Despite the cramped quarters, Sarah and Alizah's living conditions are comfortable. Colorful quilts and blankets drape from the upper bunk to block drafts and create the impression of privacy.

"It's as Zen-ed out as I can get it," Sarah said.

They share a small but tidy kitchen with three other young women and their children. At 26, Sarah is the oldest in the unit by several years. In the dining room, a sign hanging on the wall reads: "The most important things in life aren't things." There's a TV room upstairs, a resource center with information about money management and job-seeking, as well as children's books and puzzles. The space is clean, warm, quiet and safe. Right now, the Friends shelter is full, with eight families totaling 24 people. One week before Thanksgiving, the residents and staff gathered for a turkey dinner. Sarah baked the lemon meringue pie.

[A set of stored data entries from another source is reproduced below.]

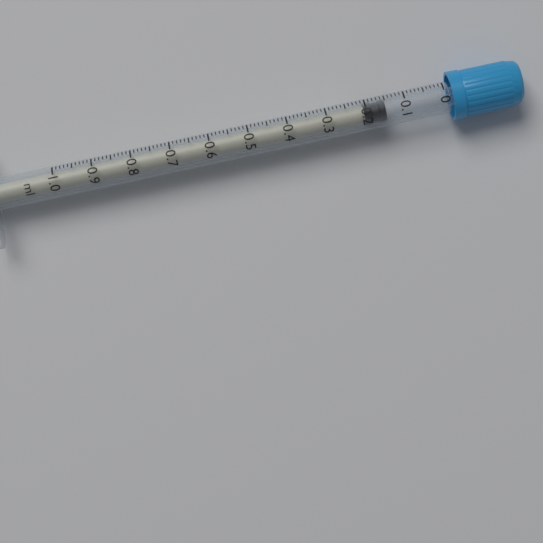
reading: 0.15 ml
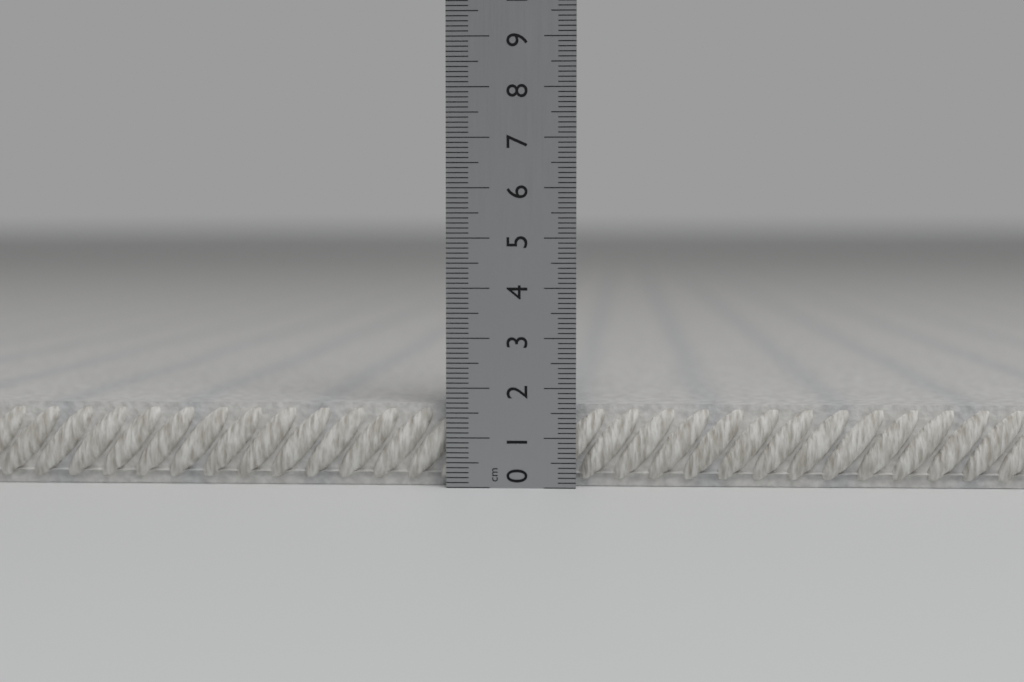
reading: 1.7 cm
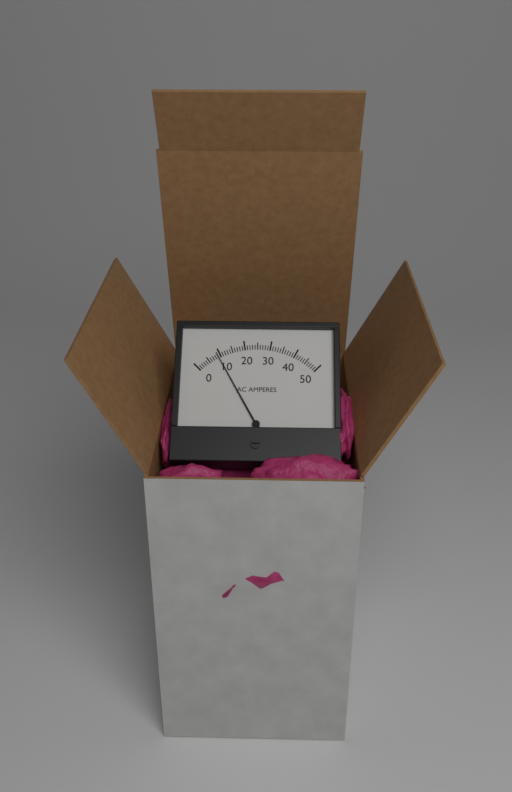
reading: 9 A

Sarah has bold goals beyond the shelter. She imagines living in a house in the countryside near Concord one day, with a better-paying job and Alizah enrolled in private school. Most days, that vision seems a long way off.

"I know I want to do something different, but I feel trapped with the way the economy is," she said.

She briefly considered moving to Manchester in the hopes of finding a better job. But the prospect of living in a strange city with a toddler changed her mind. She recently interviewed for an office job - she can type and knows Microsoft Word - but the position required her to use a spreadsheet program that she's had little experience using. And she began a course in medical transcribing, paying $500 for the first of five classes. But she didn't have enough money to keep up with the tuition.

Sarah has held a job for pretty much all of her adult life. She described her upbringing as "chaotic," moving more than a dozen times around Concord. She attended two schools in the eighth grade and three in the ninth grade before graduating from Pembroke Academy. She said she earned decent grades and took part in extracurricular activities, such as a mock trial. She worked after school and on weekends, she said, to cover expenses like the senior class trip to Virginia and the cost of her driver's license.

Seeking a change from New Hampshire, Sarah moved to Baltimore two weeks after graduation to live with an aunt. She worked a handful of jobs - in fast food, for a school photographer, in a shipping warehouse and as a customer-service representative at a FedEx office - and began classes at a community college. But the demands of courses competed with her busy work schedule, and she dropped college altogether after a bad car accident.